So just like that news of pipe bombs threatening Trump critics was proved true only days after the president's supporters had called it a hoax. The arrest of a Florida man charged with five federal crimes made clear that the mail bomb plot was real.

Business as usual

One of the naysayers accusing the press of fake news even up to the very day of the mad- bomber's arrest, Fox business anchor Lou Dobbs held that when news organizations report the bomb threats, it's their way of diverting attention from the bigger story – the caravan of migrants head to the southern U.S.

border, which he contended is driven by Democrats.

As he tweeted, “Fake News has just successfully changed the narrative from the onslaught of illegal immigrants and broken border security to 'suspicious packages. Let's get back to Left-Wing driven caravans and the Dimms who encourage them.”

Does racism drive this country's great divide?

Another notable Trump supporter who got the story wrong, movie actor James Woods, pooh-poohed the rash of pipe bomb mailings as “an obvious political stunt.” Given Woods' history as a longtime Democrat, the actor's lockstep allegiance to Trump seems off script. In a tweet last August, he explained his switch in party loyalty saying that he quit the Democrats when Clinton was impeached for lying to Congress about his relationship with Monica Lewinsky and “every Democrat without exception stood behind a convicted perjurer.

That was the end.” One may wonder how Woods reconciles the 5,001 false or misleading claims made by Trump which the Washing Post noted last month.

Making American great again

On second thought, the bigger question that this story raises may be one of racial bias. Coming to mind is Woods tweet in 2013 saying that “Obama was a threat to the integrity and future of the Republic.

My country first.” Isn't that last part code for Trump's Nationalism -- a white-only America? Is Woods, famed for playing bad guys, playacting off screen now?

Going against the waves of grain

Not that Woods is the only movie actor who sounds like a racist. I'm thinking of the All-American hero John Wayne. Last year the Huffington Post cites his answer to a question about discrimination in a 1971 Playboy interview: ”I believe in white supremacy until the blacks are educated to a point of responsibility.

I don’t believe in giving authority and positions of leadership and judgment to irresponsible people.”

How many think like Wayne? Can it be that racism is the American way and the effort to change is going against the grain? If that's even is a little bit true, watch the Amazon series “Man in the High Castle” based on Philip Dick's 1962 novel, which envisions an America that lost WWII to the Nazis and Japanese and Nationalism and racial purity are the rules of law.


Without changing a character, return the entries, but not the images they hold.
━━ DATA IN THIS EXERCISE
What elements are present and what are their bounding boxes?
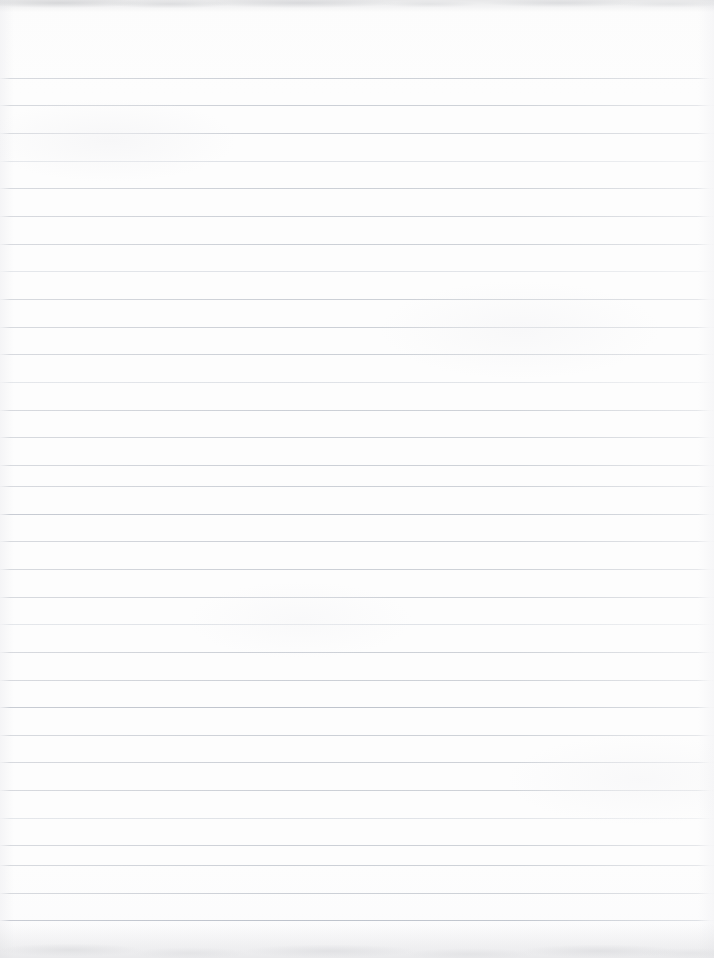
rule-line xyxy=(0,161,714,162)
rule-line xyxy=(0,105,714,106)
rule-line xyxy=(0,514,714,515)
rule-line xyxy=(0,437,714,438)
rule-line xyxy=(0,893,714,894)
ruled-lines-layer xyxy=(0,0,714,958)
rule-line xyxy=(0,299,714,300)
rule-line xyxy=(0,486,714,487)
rule-line xyxy=(0,735,714,736)
rule-line xyxy=(0,271,714,272)
rule-line xyxy=(0,465,714,466)
rule-line xyxy=(0,818,714,819)
rule-line xyxy=(0,569,714,570)
rule-line xyxy=(0,244,714,245)
rule-line xyxy=(0,845,714,846)
rule-line xyxy=(0,762,714,763)
rule-line xyxy=(0,188,714,189)
rule-line xyxy=(0,216,714,217)
rule-line xyxy=(0,354,714,355)
rule-line xyxy=(0,790,714,791)
rule-line xyxy=(0,652,714,653)
rule-line xyxy=(0,707,714,708)
rule-line xyxy=(0,382,714,383)
rule-line xyxy=(0,865,714,866)
rule-line xyxy=(0,78,714,79)
rule-line xyxy=(0,624,714,625)
rule-line xyxy=(0,133,714,134)
rule-line xyxy=(0,920,714,921)
scanned-page xyxy=(0,0,714,958)
rule-line xyxy=(0,327,714,328)
rule-line xyxy=(0,597,714,598)
rule-line xyxy=(0,410,714,411)
rule-line xyxy=(0,680,714,681)
rule-line xyxy=(0,541,714,542)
━━━━
ANSWER BOX:
What elements are present and what are their bounding boxes?
rule-line xyxy=(0,161,714,162)
rule-line xyxy=(0,105,714,106)
rule-line xyxy=(0,514,714,515)
rule-line xyxy=(0,437,714,438)
rule-line xyxy=(0,893,714,894)
ruled-lines-layer xyxy=(0,0,714,958)
rule-line xyxy=(0,299,714,300)
rule-line xyxy=(0,486,714,487)
rule-line xyxy=(0,735,714,736)
rule-line xyxy=(0,271,714,272)
rule-line xyxy=(0,465,714,466)
rule-line xyxy=(0,818,714,819)
rule-line xyxy=(0,569,714,570)
rule-line xyxy=(0,244,714,245)
rule-line xyxy=(0,845,714,846)
rule-line xyxy=(0,762,714,763)
rule-line xyxy=(0,188,714,189)
rule-line xyxy=(0,216,714,217)
rule-line xyxy=(0,354,714,355)
rule-line xyxy=(0,790,714,791)
rule-line xyxy=(0,652,714,653)
rule-line xyxy=(0,707,714,708)
rule-line xyxy=(0,382,714,383)
rule-line xyxy=(0,865,714,866)
rule-line xyxy=(0,78,714,79)
rule-line xyxy=(0,624,714,625)
rule-line xyxy=(0,133,714,134)
rule-line xyxy=(0,920,714,921)
scanned-page xyxy=(0,0,714,958)
rule-line xyxy=(0,327,714,328)
rule-line xyxy=(0,597,714,598)
rule-line xyxy=(0,410,714,411)
rule-line xyxy=(0,680,714,681)
rule-line xyxy=(0,541,714,542)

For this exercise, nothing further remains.